By Manuel Roig-Franzia Washington Post Foreign Service Wednesday, September 26, 2007; Page A14
SANTIAGO ATITLAN, Guatemala
The shaman looked annoyed. Slivers of light cut through cracks in the thin wooden walls of the house at the end of a slippery mud street, illuminating his glare of disapproval. The kids in the back of the tiny room were giggling, but for the shaman this was a solemn moment. The look he shot them shut them up.
It was 1:15 p.m., time to worship the statue of Maximón,
a squat, roughly carved wooden deity beloved here by those who believe in his power to grant favors and feared for punishing those who do not pay him proper respect. Maximón, pronounced maw-she-MAWN, occupies a space between the polar tugs of Guatemalan spiritual life, Catholicism and evangelism, neither of which approves of him. His origins are a mystery. Some say he is a modern version of a long-forgotten Mayan god. Others say he represents a martyred holy man. Still others merely shrug their shoulders.
Great gusts of smoke rose out of the metal bucket the shaman filled with burning incense. The bucket swung back and forth, and the shaman began to pray in the Mayan Tzutujil dialect. Strands of Christmas tree lights, slung over a separate, glass-encased statue, twinkled. A pinwheel of flashing lights spun round and round. Incongruously, the notes of “Rudolph the Red-Nosed Reindeer” slipped tinnily out of a palm-size speaker dangling from the wall.
Ten minutes into the ceremony, at 1:25 p.m., Marcelino Mura reached for the hand of his wife, Maria, and they shifted their weight on bent knees. The Muras once lived humbly but say they have prospered in the eight years since they began making an annual pilgrimage to pay tribute to Maximón in this village propped on a steep hill overlooking Lake Atitlan.
“I used to work in the fields; there was no shade. It was so hard,” Marcelino Mura whispered to one of the visitors crammed into a space fast filling with cough-inducing smoke. “Now I have my own restaurant. Thanks to Maximón.”
Francisco Miranda, a member of the cofradia, an informal religious group that cares for Maximón, jumped to his feet. Miranda has a place of honor in the room. Maximón has resided in this private home since the Christian Holy Week. The statue will stay there until next Holy Week, when it will move to another private home, where the owners will enjoy the offerings of rum, cigarettes, money and clothing, right along with the statue.
Miranda had spotted something amiss. The cigarette in Maximón’s mouth was almost burned through and a droopy tube of ash looked as if it was at its breaking point. Miranda tapped the ash into a tray and fished another cigarette out of his pocket. He replaced the old cigarette and lit the new one.
“I pray for this man’s business,” the shaman intoned.
A spigot gushed in an adjoining room at 1:40 p.m. Miranda glanced back, catching a glimpse of a man ripping off his shirt and washing his underarms beneath the stream of water. Maximón may be getting his tribute in one room, but life goes on in the rest of the house.
Three barefoot children with dirt-smudged faces and stained clothes sucked on candies outside the doorway. The street children of Santiago Atitlan have become Maximón’s ushers over the years, leading Guatemalans and tourists to him. No sign announces Maximón’s home, but his supposedly secret location really isn’t much of a secret. Everyone here knows where he resides.
By 2 p.m., Miranda had determined that Maximón was thirsty. He dug under a table and pulled out a bottle of rum. He carefully removed the burning cigarette — Maximón’s fourth in 45 minutes — and tipped the bottle. Rum splashed off the wooden lips, cascading over the 10 quetzal notes clipped to Maximón’s scarf and into a kerchief Miranda held beneath Maximón’s chin.
Miranda reached forward to take a wad of bills from Mura, scooting aside three pairs of fancy leather shoes that Mura had brought as an offering after noticing the day before that Maximón was shoeless.
Smoke thickened, blanketing the dried plants suspended from the ceiling. The shaman, barely visible in the fog of burning incense, kept up the pendulum motion of his incense bucket.
“I pray for this man’s and this woman’s health,” he said.
Ten minutes later, at 2:15 p.m., Miranda once again sought to slake Maximóns prodigious thirst. He gestured to a boy who had just wandered into the room. The boy clenched his teeth and struggled to untwist the cap on a flask-size bottle of rum. Defeated, he handed the bottle to Miranda.
Miranda strained but couldn’t get it open either, passing it off to an older man who had been watching with an air of detached amusement.
The man swiftly unloosed the cap. Miranda stepped over five empties on the floor and in seconds rum was splashing over Maximón’s lips again.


WHAT TO DO: Copying rule for the data below: take the line containing "Find the location" and every line after it to the end, exactly, and drop all pictures.

(Saved data entries)
*** Begin section ***

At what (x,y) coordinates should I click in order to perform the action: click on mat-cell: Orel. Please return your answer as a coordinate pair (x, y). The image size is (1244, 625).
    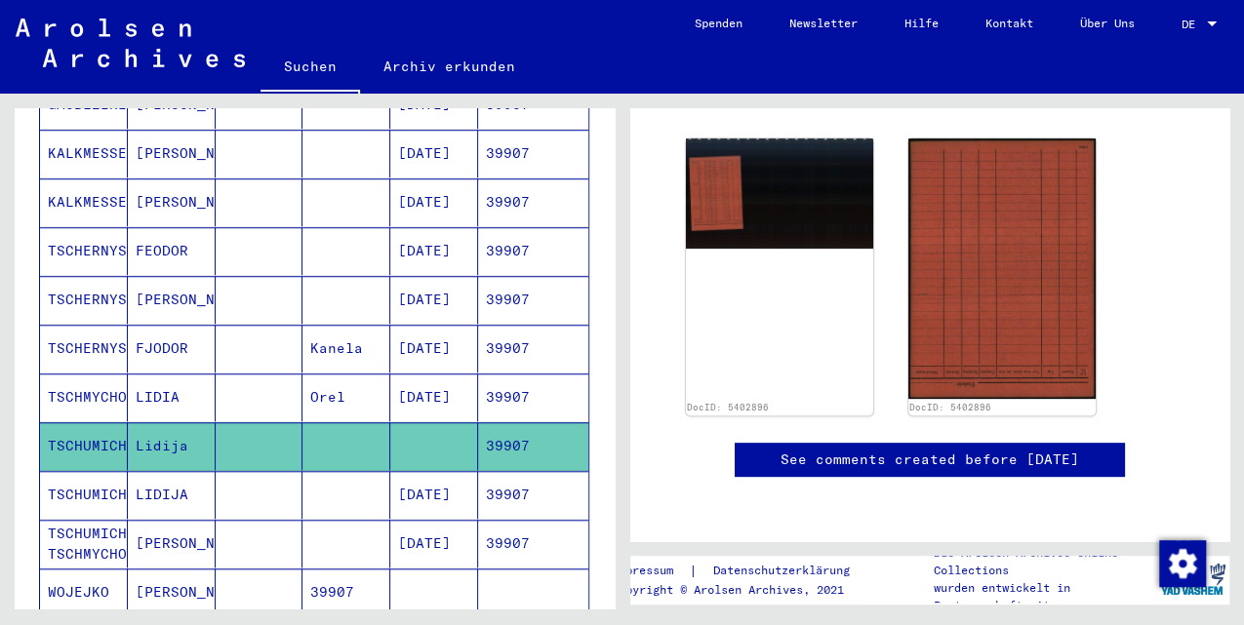
    Looking at the image, I should click on (346, 397).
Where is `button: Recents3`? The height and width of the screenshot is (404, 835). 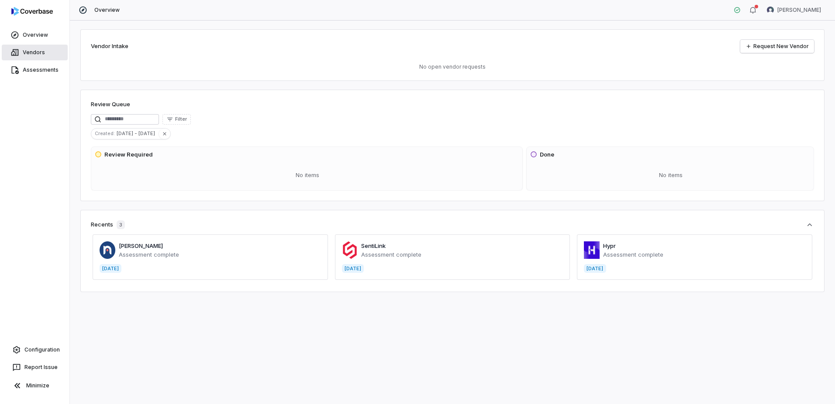 button: Recents3 is located at coordinates (453, 225).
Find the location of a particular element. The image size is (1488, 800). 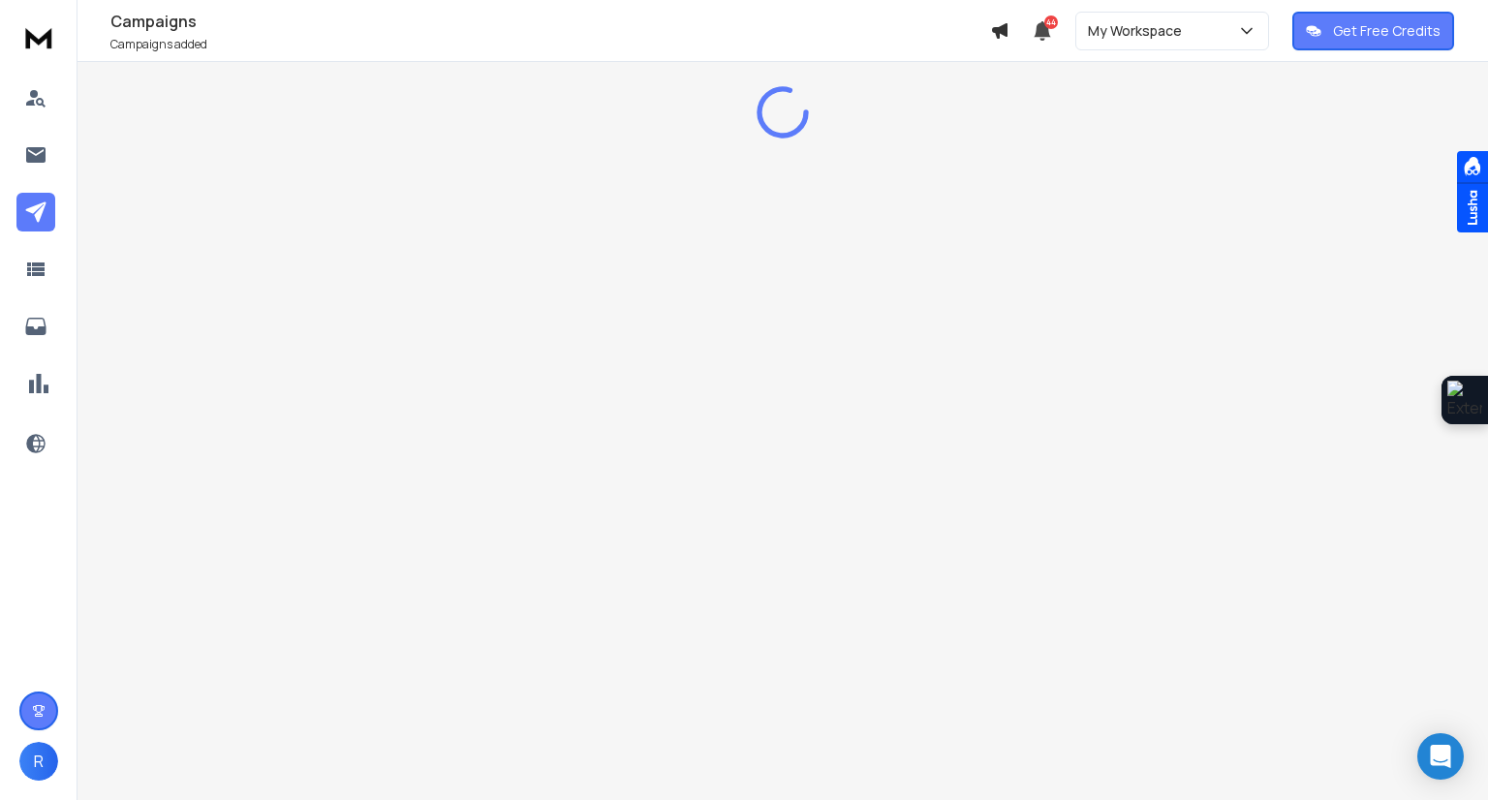

img: logo is located at coordinates (39, 37).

*** End section ***

ANSWER BOX:
Find the location of a particular element. The image size is (1488, 800). 

img: logo is located at coordinates (39, 37).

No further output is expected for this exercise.